Updated: ‘Anti-trans’ speakers are coming to Pitt. Student safety and speech rights collide.

Luna Olivia Lindstrom sits in the Frick Fine Arts Building at the University of Pittsburgh on Wednesday, March 22, 2023. (Photo by Amaya Lobato Rivas/PublicSource)

In an environment of rising rhetoric against transgender people, impending presentations by the College Republicans and Turning Point USA have energized debate on hateful speech on campus.

Update (3/25/23): Around 200 students gathered Friday evening outside the University of Pittsburgh’s Cathedral of Learning to protest the speaker events and show solidarity with the transgender community. The protest came an hour before Cabot Phillips, a writer at the conservative news website The Daily Wire, spoke on campus for his event titled, “Everything the Media Won’t Tell You.” Protesting students circulated a list of demands, calling on Pitt to launch a fully staffed, in-person LGBTQ resource center, expand trans-inclusive health care and housing for students and respond to mental health crises without campus police.

by Emma Folts, PublicSource

Luna Lindstrom is very anxious. In the coming weeks, student organizations at the University of Pittsburgh will host three events featuring conservative speakers. One is far-right commentator Michael Knowles, who said this month that “transgenderism must be eradicated from public life entirely.”

Lindstrom, a transgender woman and a third-year student at Pitt, generally feels safe on campus. That changes when large groups of visitors are around – she’s received hostile looks from students’ parents, for example – and she’s worried the upcoming events will attract harassment or violence. 

“I’m very afraid of what kind of people are going to be on campus for these events,” Lindstrom said.

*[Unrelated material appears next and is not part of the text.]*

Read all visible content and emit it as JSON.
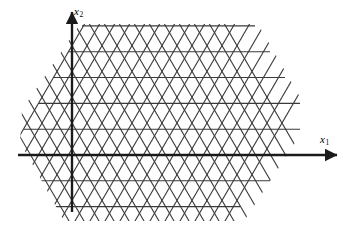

For the next month or so, she said she’ll move through campus with more apprehension, as “the university has not signaled that it’s willing to take real action to protect trans people.”

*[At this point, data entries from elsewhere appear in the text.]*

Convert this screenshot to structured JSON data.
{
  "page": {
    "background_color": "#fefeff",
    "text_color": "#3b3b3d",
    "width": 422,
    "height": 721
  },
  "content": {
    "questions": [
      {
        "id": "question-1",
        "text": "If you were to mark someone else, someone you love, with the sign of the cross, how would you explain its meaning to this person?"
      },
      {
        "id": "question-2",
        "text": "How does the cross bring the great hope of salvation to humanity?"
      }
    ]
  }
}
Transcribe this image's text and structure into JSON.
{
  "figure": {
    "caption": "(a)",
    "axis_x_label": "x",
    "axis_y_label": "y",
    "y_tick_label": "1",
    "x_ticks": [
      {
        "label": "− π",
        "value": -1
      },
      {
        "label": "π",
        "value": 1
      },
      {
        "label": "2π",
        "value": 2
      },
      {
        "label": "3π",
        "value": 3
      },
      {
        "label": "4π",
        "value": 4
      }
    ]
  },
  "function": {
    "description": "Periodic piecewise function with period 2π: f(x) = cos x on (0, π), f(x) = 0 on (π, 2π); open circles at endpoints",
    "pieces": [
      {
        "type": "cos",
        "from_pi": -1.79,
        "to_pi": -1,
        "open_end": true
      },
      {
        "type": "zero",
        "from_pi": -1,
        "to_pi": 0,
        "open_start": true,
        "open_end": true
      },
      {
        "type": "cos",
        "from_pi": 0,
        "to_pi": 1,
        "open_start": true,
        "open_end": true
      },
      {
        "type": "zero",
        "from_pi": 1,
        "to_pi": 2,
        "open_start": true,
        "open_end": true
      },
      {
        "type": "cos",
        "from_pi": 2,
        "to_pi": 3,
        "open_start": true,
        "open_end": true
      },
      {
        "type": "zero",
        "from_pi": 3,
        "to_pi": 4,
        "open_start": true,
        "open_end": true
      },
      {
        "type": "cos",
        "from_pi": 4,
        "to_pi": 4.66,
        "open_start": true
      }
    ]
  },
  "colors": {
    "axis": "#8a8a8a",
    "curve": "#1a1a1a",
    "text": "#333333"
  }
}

The events mark another flashpoint in the national debate over student safety and open expression in academia, with the backlash at Pitt rooted in concerns over the safety of LGBTQ students. A student petition calling for the university to cancel the events has collected more than 10,000 signatures, with supporters commenting that, “Hate should not be hosted at Pitt,” “I believe ALL should feel safe to be the way they are,” and, repeatedly, “Trans rights are human rights.” 

Transgender people are over four times more likely to experience violent crime than cisgender people, and LGBTQ students at four-year universities have reported higher rates of bullying, harassment and assault than their non-LGBTQ peers. The Pennsylvania House LGBTQ+ Equality Caucus has called for the events to be canceled, as has the Pittsburgh branch of the NAACP. Civil liberties groups, by contrast, have said the free exchange of ideas – even those that are offensive or hostile – is central to democracy and higher education.

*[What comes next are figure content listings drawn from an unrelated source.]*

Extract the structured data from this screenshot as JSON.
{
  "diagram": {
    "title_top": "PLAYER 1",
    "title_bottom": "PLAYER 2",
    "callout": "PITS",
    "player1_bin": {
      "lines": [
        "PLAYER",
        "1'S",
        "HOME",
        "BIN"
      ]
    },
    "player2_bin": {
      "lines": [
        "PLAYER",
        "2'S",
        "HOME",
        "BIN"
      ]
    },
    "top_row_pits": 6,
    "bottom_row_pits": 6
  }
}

Students organizing the events have pushed back against the outcry. Dylan Mitchell, president of the College Republicans at Pitt, said, “It’s disheartening to see so many people that are so averse to freedom of speech.” 

His organization is hosting a debate on “transgenderism and womanhood” on April 18, featuring Knowles and Deirdre McCloskey, a professor and transgender activist. McCloskey has also criticized the petition, writing on Twitter that signatories “should be ashamed” and that “we live in a free country.” 

“Professor McCloskey could very well wipe the floor with Mr. Knowles, I don’t know,” said Mitchell, a sophomore. “We are allowed to have that political discourse. We have the freedom to do that. We have the opportunity to do that. And it is a good thing.” 

Pitt has called the events “toxic and hurtful for many” while stating that, “as a public university, we also uphold the principles of protected speech and expression.” 

The university would face legal liability if it tried to cancel the upcoming events, as universities that receive public funding can’t discriminate against speakers under the First Amendment, the American Civil Liberties Union [ACLU] of Pennsylvania said in a statement. The organization – which said it’s “committed to ensuring that transgender people can live in our society with dignity, respect, and peace” – added that students who oppose the speakers’ views can use the same free-speech rights to organize and speak out.